Amazon Web Services outage causes many websites, web services, and apps to be down
Major AWS Outage in US-East-1 Disrupts Global Internet Services; DNS Issue Cited as Root Cause
October 20, 2025 – A widespread disruption originating in Amazon Web Services’ (AWS) critically important US-East-1 region has caused major outages and connectivity issues for countless websites and applications around the world. The incident, which highlights the global dependence on AWS cloud infrastructure, impacted services across retail, finance, social media, and gaming sectors.
AWS confirmed that the root cause of the failure appears to be related to the DNS (Domain Name System) resolution of the DynamoDB API endpoint within the US-East-1 data center in Northern Virginia. DynamoDB, a key NoSQL database service, underpins numerous other AWS functions, leading to a cascading service failure that affected the entire region and global services dependent on it.
Widespread Impact Across Key Services
The disruption led to inaccessibility and elevated error rates for a diverse range of high-profile platforms. Among the services reported to be affected were:
- Amazon Ecosystem: Amazon.com, Prime Video, and the voice assistant Alexa.
- Social & Communication: Snapchat, Signal, and the learning app Duolingo.
- Financial Services: Cryptocurrency exchange Coinbase, the trading app Robinhood, and the payment platform Venmo.
- Gaming & Media: Roblox and Fortnite.
- Business & AI: Perplexity AI, and the design platform Canva.
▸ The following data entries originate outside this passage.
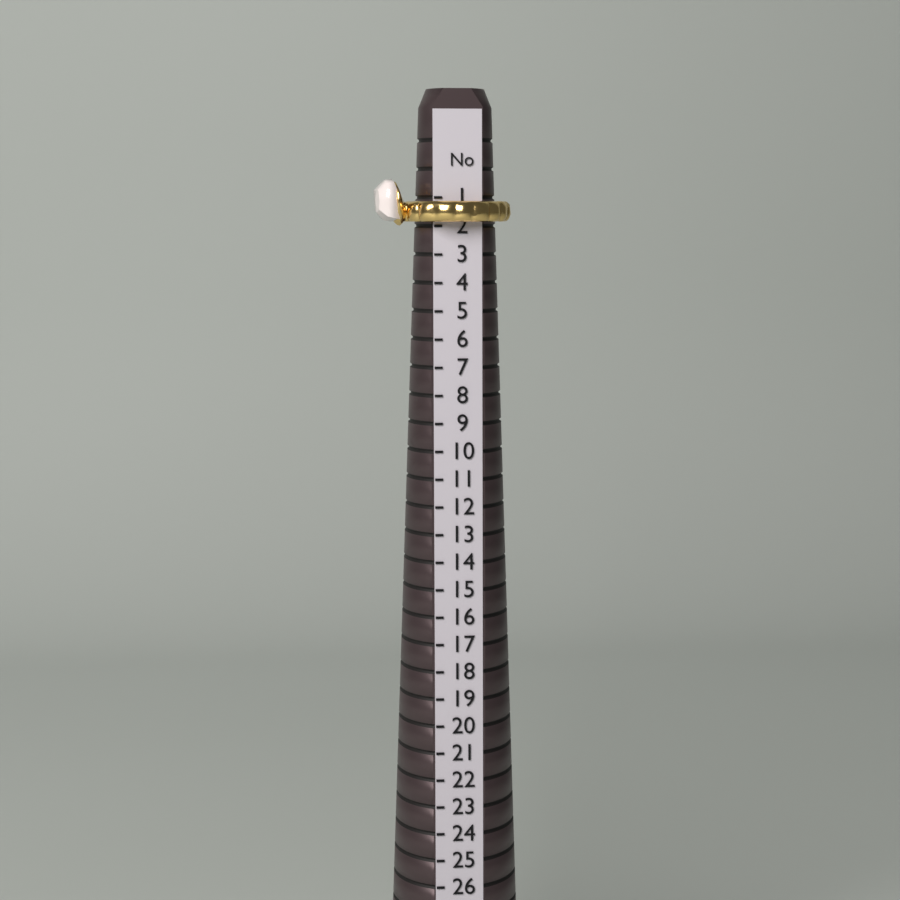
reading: 2 (no unit)
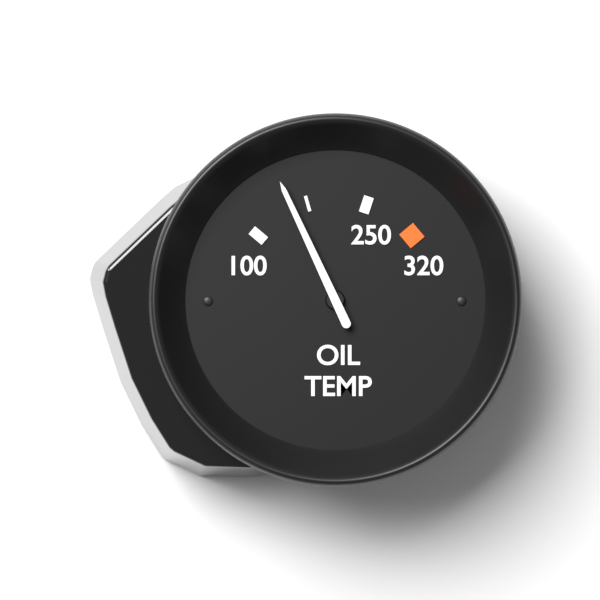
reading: 155 (no unit)
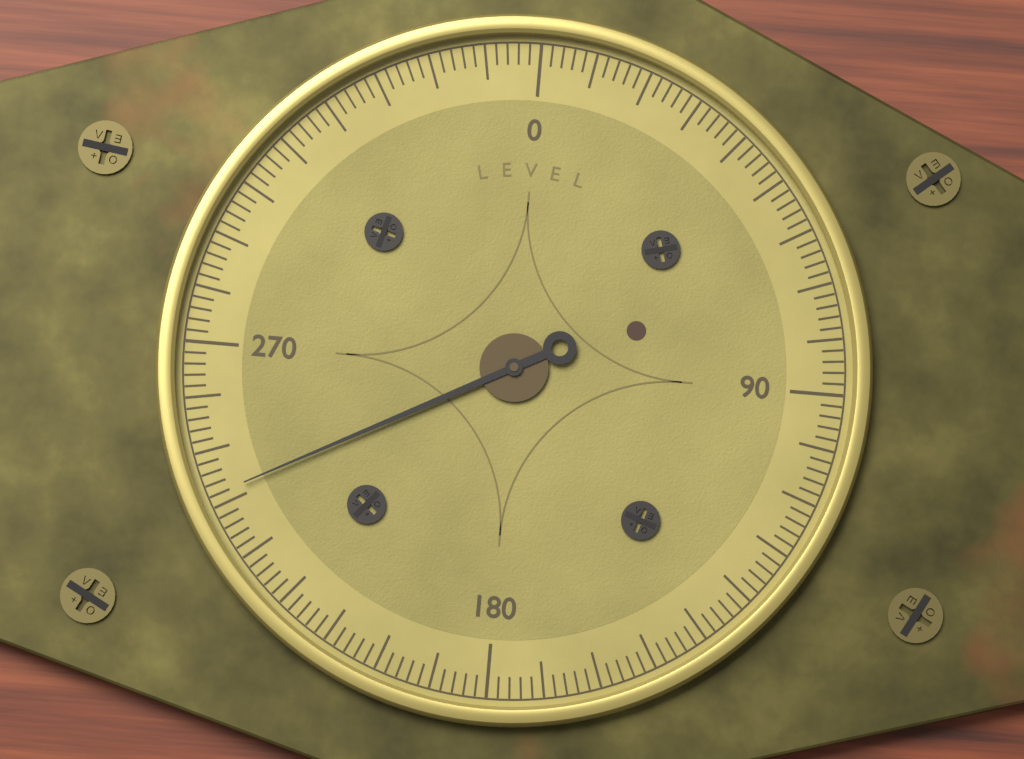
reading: 242 (no unit)
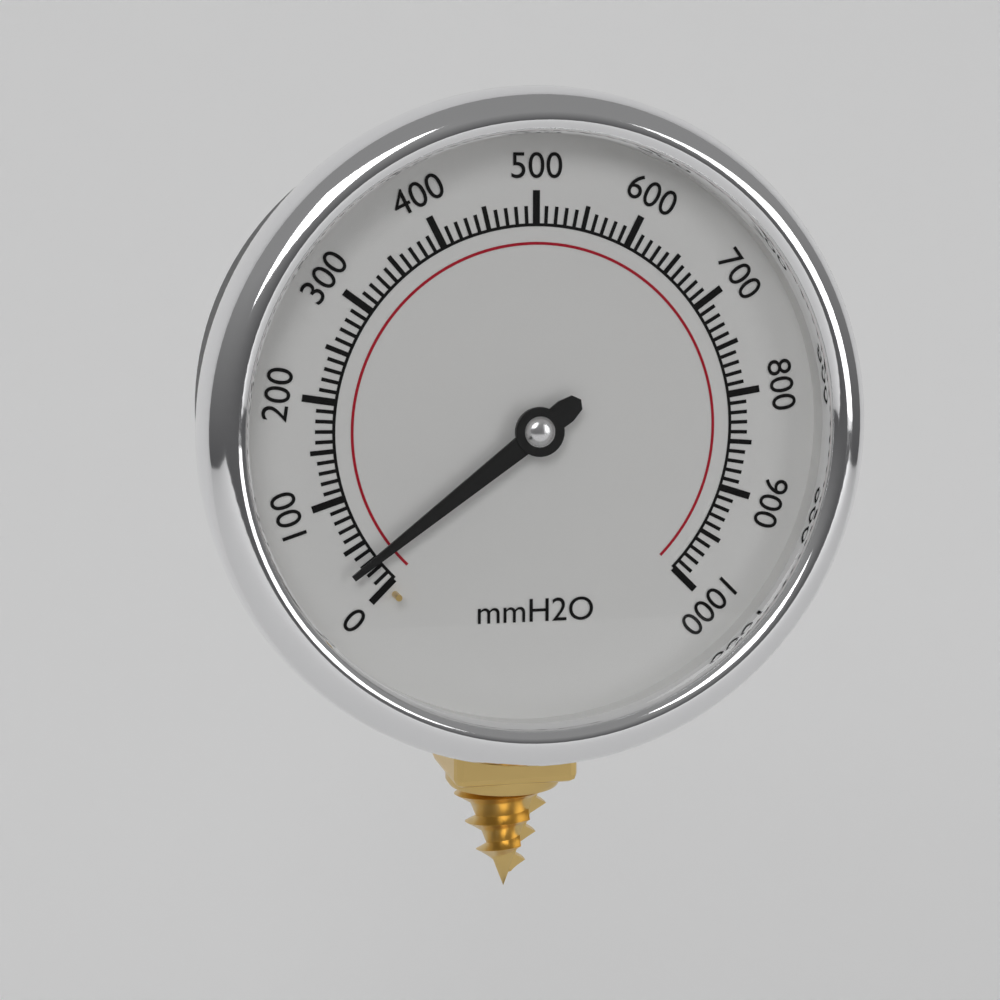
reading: 30 mmH2O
The outage demonstrated how failures in a single, vital AWS region can quickly generate massive ripple effects, paralyzing services that operate far outside the affected physical data center.
Recovery Efforts Underway
AWS engineers were immediately engaged to mitigate the issue. According to the latest updates from the AWS Health Dashboard, initial mitigations have been successfully applied, and the company is observing “significant signs of recovery” across most affected AWS services.
While many platforms are showing signs of restored functionality, AWS noted that services are working through a “backlog of queued requests,” meaning users may still experience intermittent latency and minor issues as full operational stability is restored. The company continues to monitor the situation and provide updates as the recovery process moves toward full resolution.